Pöstlberger, the former WorldTour rider now riding for Rose Racing Circle, attacked from a five-rider lead group on the day's penultimate climb and committed to a long, deliberate solo to the Girona finish. Behind him, the chasing group fragmented into a series of one-on-one efforts: USA gravel champion Bradyn Lange came across the line twenty seconds back to take second, with Czech and European gravel champion Martin Stošek third at twenty-eight seconds. Belgian and European MTB champion Wout Alleman crossed fourth, with mountain-bike legend Nino Schurter in fifth on a closing minute that none of the road-trained riders in the chase group could match.

"I knew if it came down to a sprint with those four behind me, I was not going to win," Pöstlberger told Escape Collective at the line, his winning time of 6:04:42 on a course that rewarded both road power and off-road handling. "So I committed earlier than I would have liked. The last 12km hurt more than anything I have ridden in the last three years on the road. But it was the only race I was going to win." It was Pöstlberger's biggest single-day result since the 2017 Giro d'Italia Stage 1 win in Sardinia.

The bike under Pöstlberger drew almost as much attention as the result. The Austrian rode a Rose Backroad FF prototype fitted with unreleased ultra-wide Newmen aero gravel wheels, a 50mm-deep carbon hoop with internal width pushed to 32mm to suit the 45mm Schwalbe G-One RS rubber the team has been testing through the Spanish off-road season. Newmen confirmed the wheel will not be available to consumers until the autumn launch window. The whole package — wide rim, fast tyre, aero road-derived bar position — is the latest data point in the steady professionalisation of high-end gravel race equipment.

In the women's race, Sofía Gómez Villafañe defended the Traka 200 title she took twelve months ago with a measured, MTB-style solo. The Specialized Off-road rider attacked on a punchy gravel kicker with ten kilometres to go and immediately opened a forty-second gap on the singletrack that followed, the lead ballooning across the closing 7km descent into Girona. Her winning time of 6:54:42 was a minute and nine seconds clear of Manon Hartog in second, with the third step on the podium decided in a sprint finish.

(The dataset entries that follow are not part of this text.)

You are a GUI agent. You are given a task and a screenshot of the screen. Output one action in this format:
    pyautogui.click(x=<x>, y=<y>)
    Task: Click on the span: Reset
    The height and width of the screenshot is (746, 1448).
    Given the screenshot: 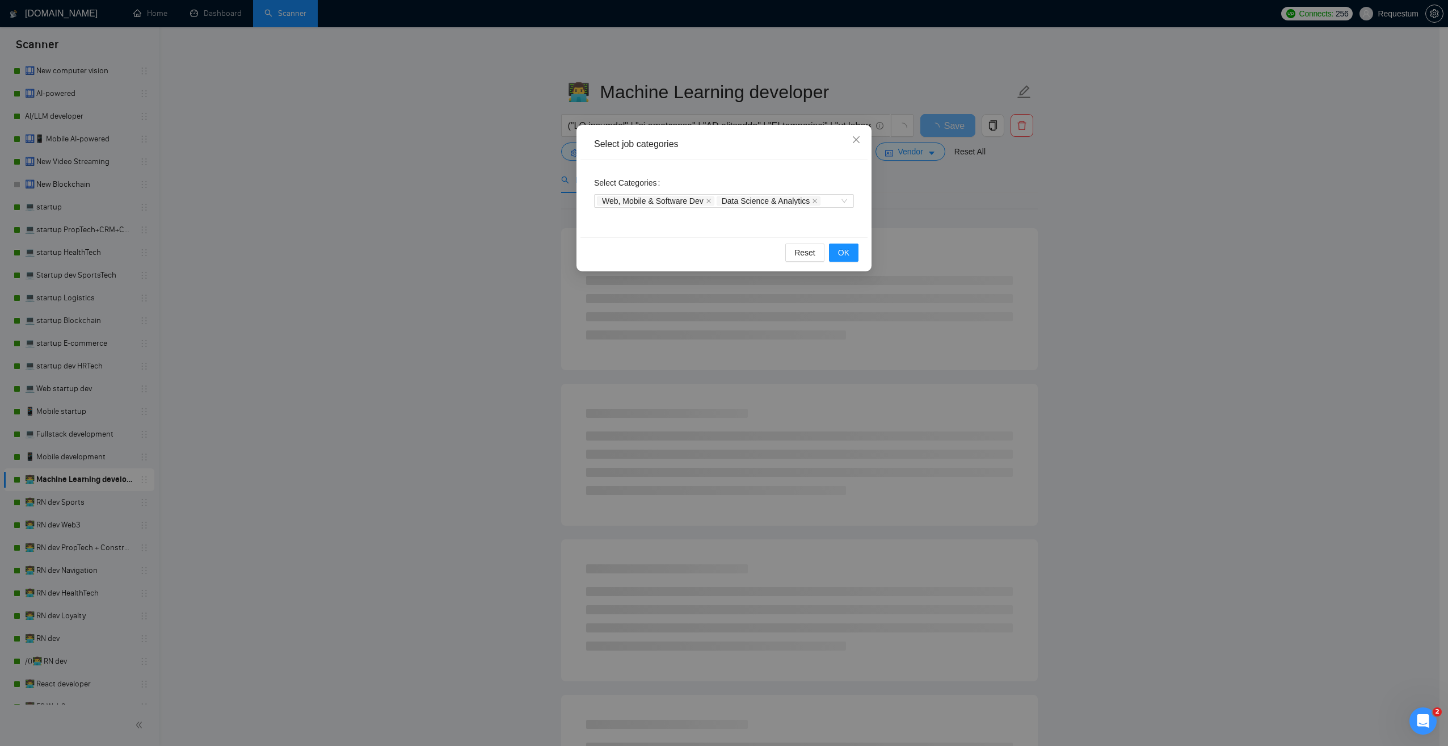 What is the action you would take?
    pyautogui.click(x=805, y=253)
    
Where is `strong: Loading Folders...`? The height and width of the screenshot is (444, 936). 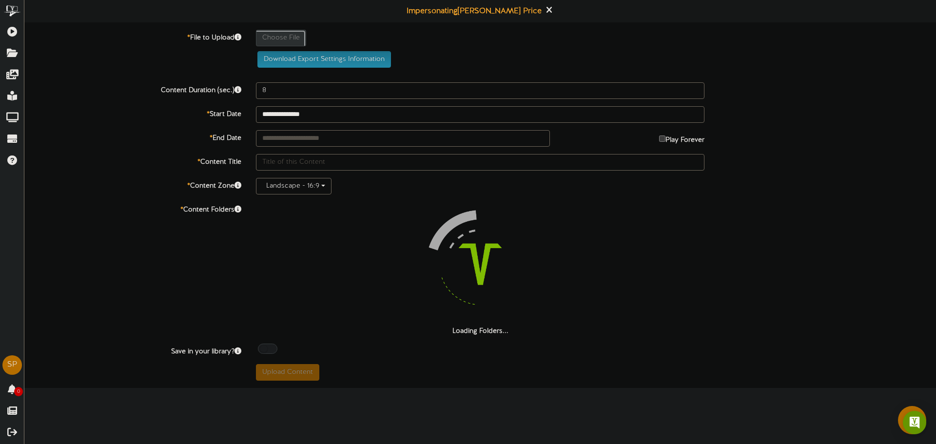 strong: Loading Folders... is located at coordinates (480, 331).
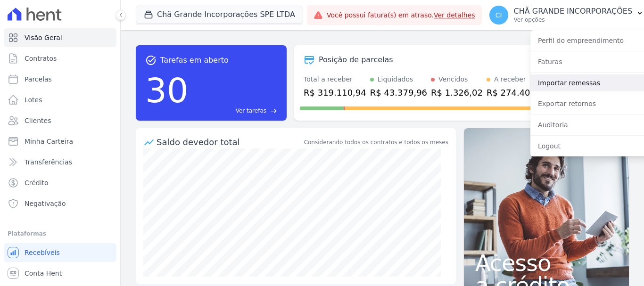  Describe the element at coordinates (376, 142) in the screenshot. I see `div: Considerando todos os contratos e todos os meses` at that location.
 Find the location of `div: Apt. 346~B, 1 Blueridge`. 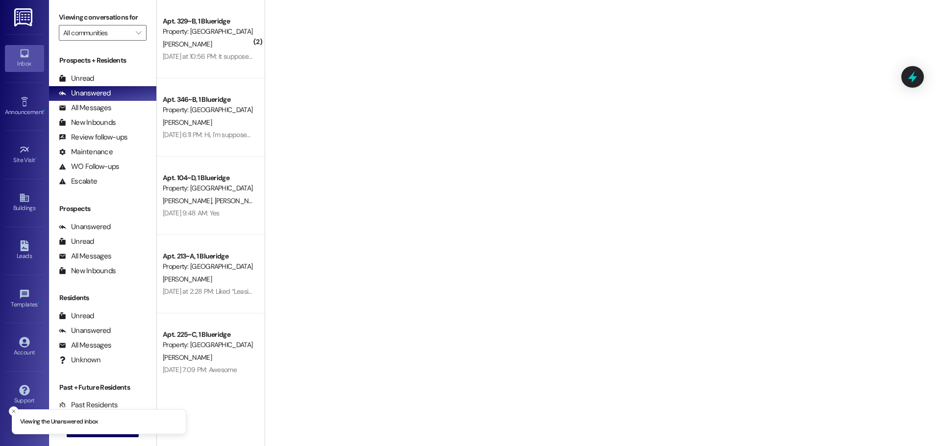

div: Apt. 346~B, 1 Blueridge is located at coordinates (208, 99).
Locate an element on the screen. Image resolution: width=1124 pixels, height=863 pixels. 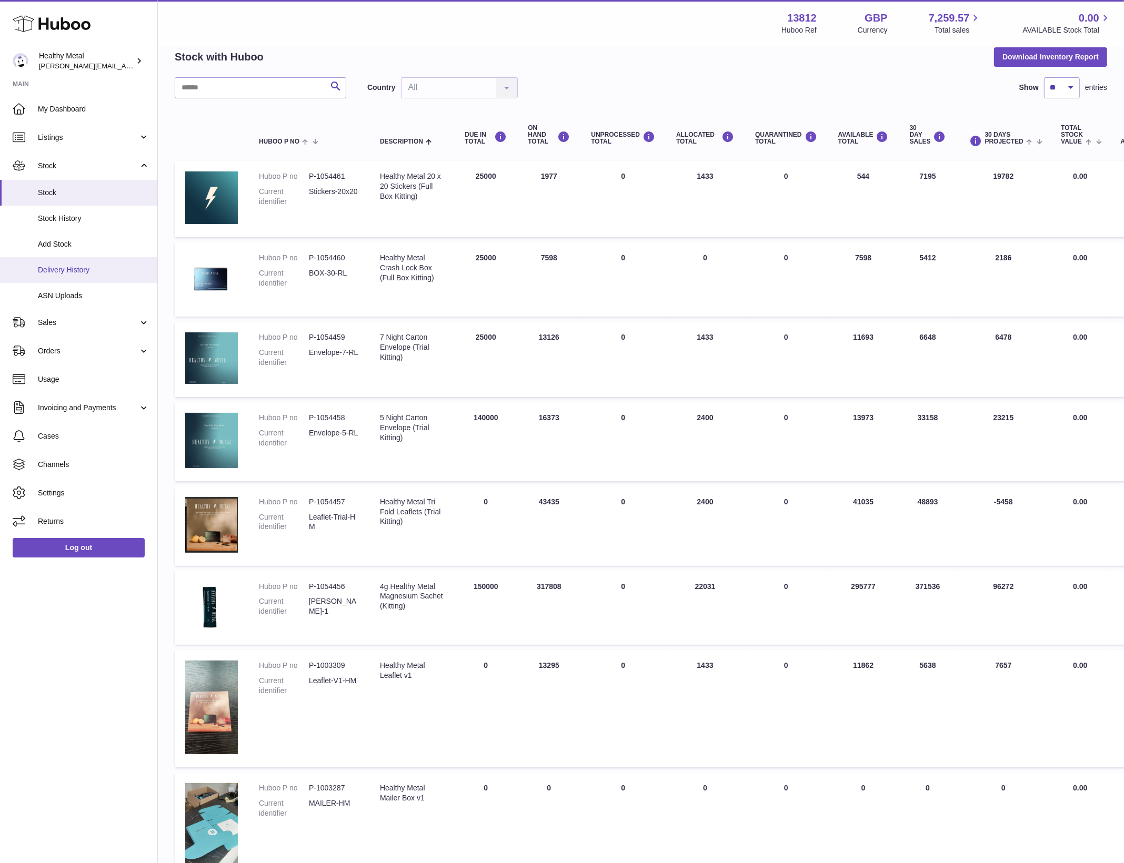
dd: BOX-30-RL is located at coordinates (333, 278).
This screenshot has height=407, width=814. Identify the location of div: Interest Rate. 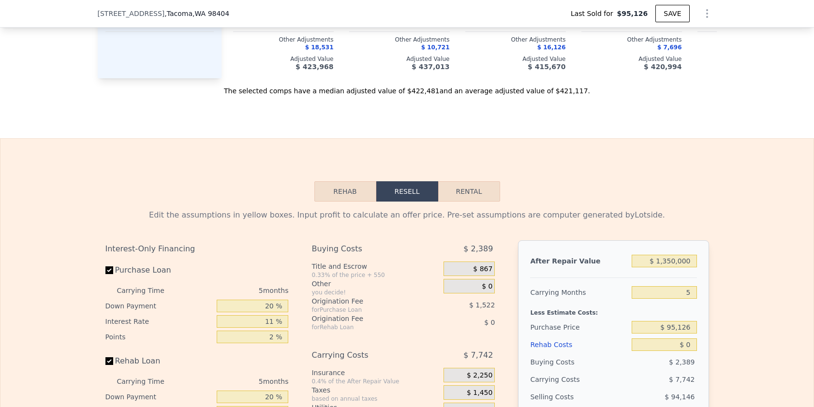
(159, 322).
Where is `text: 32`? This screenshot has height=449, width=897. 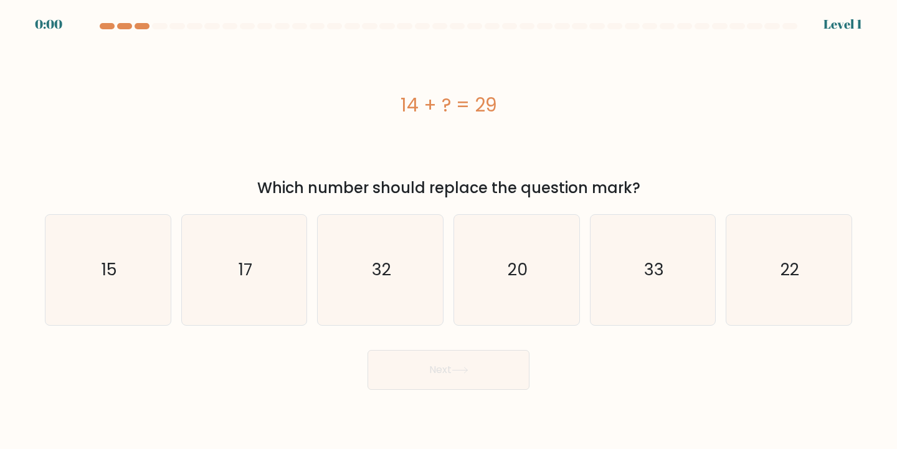 text: 32 is located at coordinates (381, 270).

"I have been training for this race since the day I won it last year," Gómez Villafañe said. "When you defend a title in gravel, you carry more weight than the riders chasing you. I knew I had to ride away on a climb where the road riders could not respond. And the singletrack after the kicker was the right place." Back-to-back wins in the women's headline event of the Gravel Earth Series put Gómez Villafañe at the top of the season-long classification with four rounds remaining, and the Argentine confirmed she will line up at the UCI Gravel World Championships in Italy in October as one of the protected favourites.

The Traka 200 remains the central round of the Gravel Earth Series, the World Tour-equivalent calendar that is steadily pulling former WorldTour and ProTeam riders out of the road peloton and into the gravel discipline. Pöstlberger's win was the latest data point in that pattern. Lange, Stošek and Alleman — all riders who have spent meaningful portions of their career on either the MTB or cyclo-cross World Cup circuit — represent the other model: discipline crossover from off-road specialists who can use their handling skill to neutralise the road-power advantage of riders like Pöstlberger across technical sections.

The gravel weekend in Girona had already produced one historic result on Friday, when Mads Würtz Schmidt smashed the Traka 360 course record by more than ninety minutes and Rosa Klöser delivered a 90km solo women's victory. Saturday's Traka 200 added two more, and Sunday's Traka 100 will close out the weekend with the largest mass-participation field of any single-day gravel event in Europe. The Traka has now confirmed itself as the cornerstone fixture of the gravel race calendar — the event the season is built around, the event the bike industry uses to launch new product, and the event the discipline's emerging stars target as the result that defines a season.